Once again, I found myself squared up with a sled I didn’t choose to push.

My wife and I had two kids under four. I took some time to re-evaluate who I was as a professional, what I hoped to be, and to be the husband and father I wanted to be.

I knew I owed the subscribers of this site content, even outside of football season.

And I knew that I wanted to continue building this site for the long-haul.

I just didn’t want to force anything that wouldn’t be doing right by any of us in the short-term.

The more I thought about GoCoffeetown.com in 2024, the more I knew I had to get back to what I knew – not just what I thought people would want to laugh at in a video clip.

I thought about the high school stories I covered as a young journalist. The joy and passion I had for those coaches and players.

I thought about that rusted weight room and that sled and those practices that made us puke and how I’d give anything to re-live any of those days with all of those friends and teammates.

And all of those memories told me to get back to work on all the high school football stories we love.

I haven’t even had to puke once.

It took some time to re-calibrate my vision and re-tool the infrastructure for this website, but both are up and running.

Thank you for your dedication to that idea and for being here as a subscriber.

If you’d like a refund because I took some time to clear my head, I get it.

Hopefully, you’re sticking around.

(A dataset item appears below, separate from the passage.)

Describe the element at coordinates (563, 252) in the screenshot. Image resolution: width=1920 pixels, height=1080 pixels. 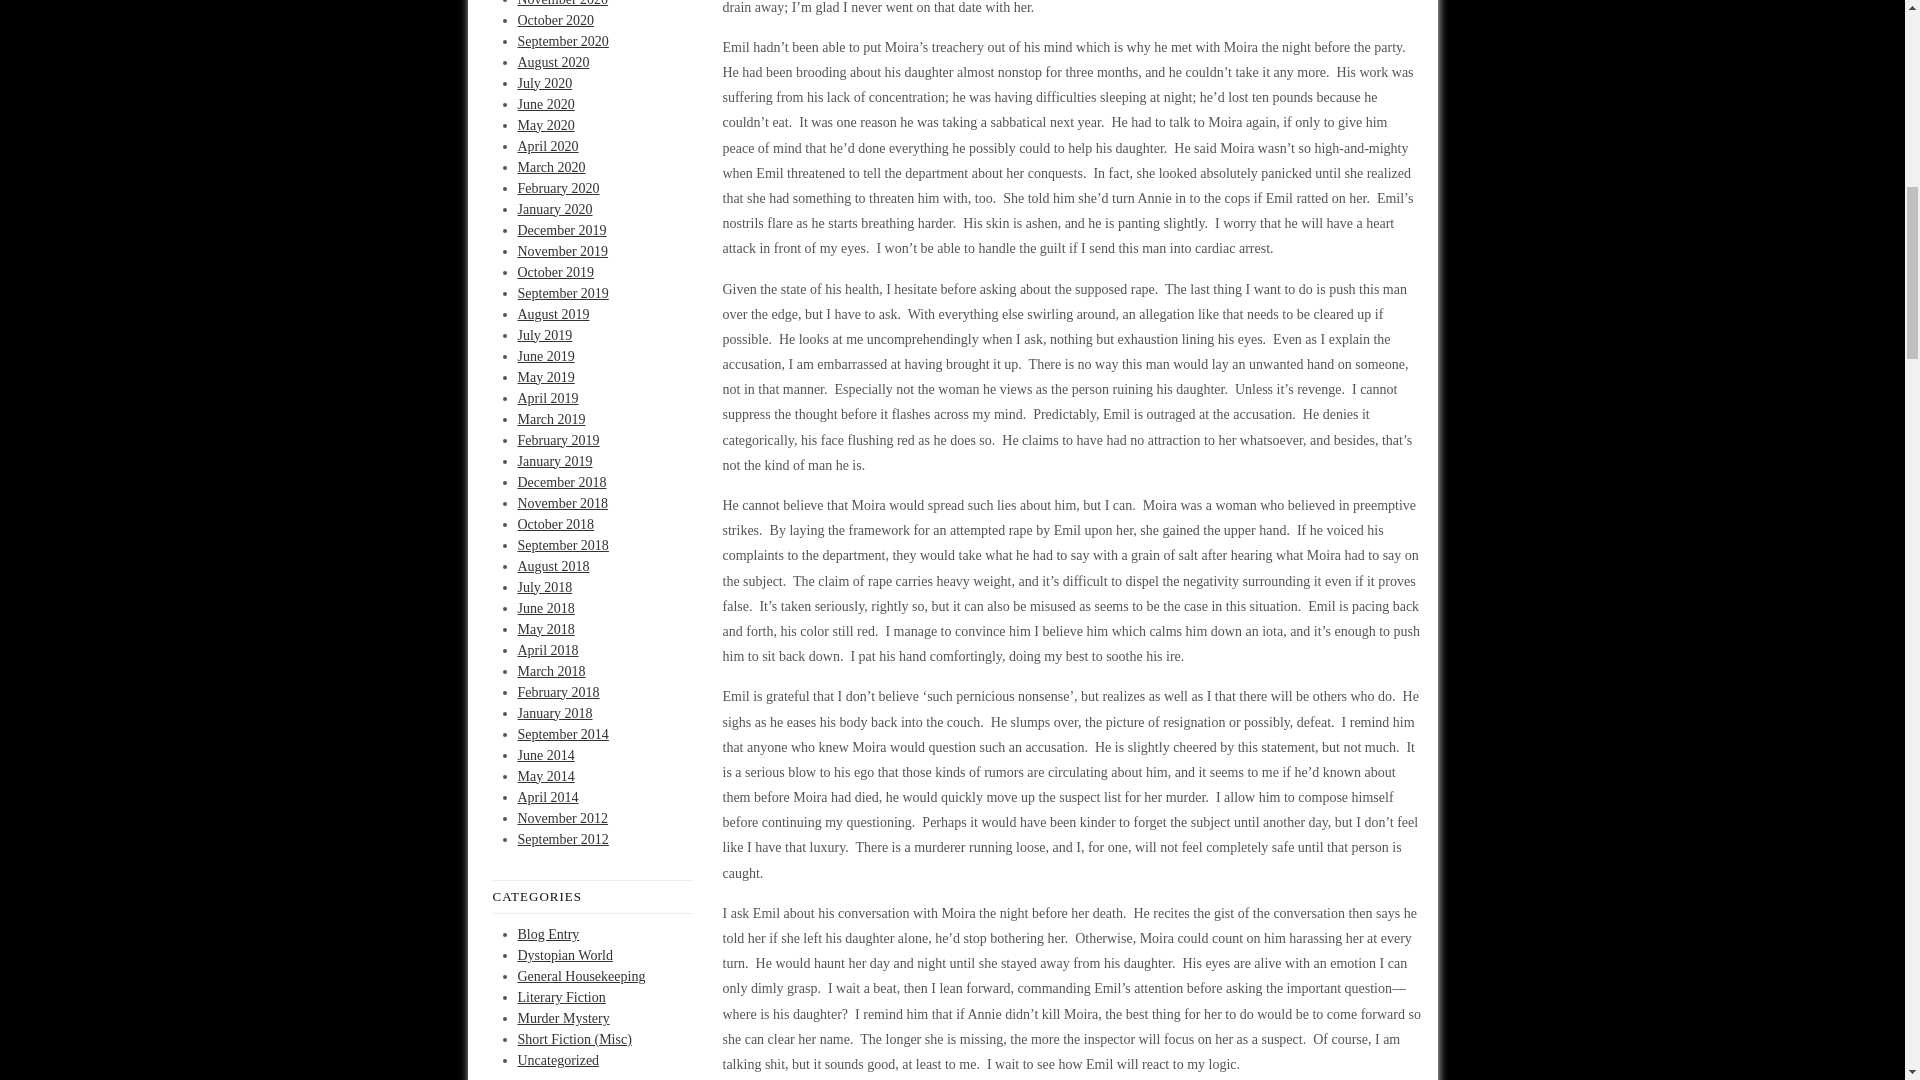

I appreciate your willingness to hang tight with me and with Coffeetown football.

Look forward to adding you to the fold for at least a couple stories here each week.

Here’s what you can expect as a subscriber moving forward:

This is still the home of Coffeetown football stories.

It’s also the home of real stories – yours and mine.

And if you’re reading this and don’t have a story to share, then pass it along to any of the high school coached you happen to know. I’m sure they have plenty.

I’ll also write more than a few think pieces on all things high school football movies and television shows.

For example – it’s about to be the 20-year anniversary of Friday Night Lights and the 20-year anniversary of the first time I touched a barbell in Coach Tiller’s weight room.

So I’ll be re-watching that a dozen times or so and re-living all of Tim McGraw’s quotes with you. Full-circle stuff.

The winter’s thawed.

And I’m ready to get pushing on that sled again.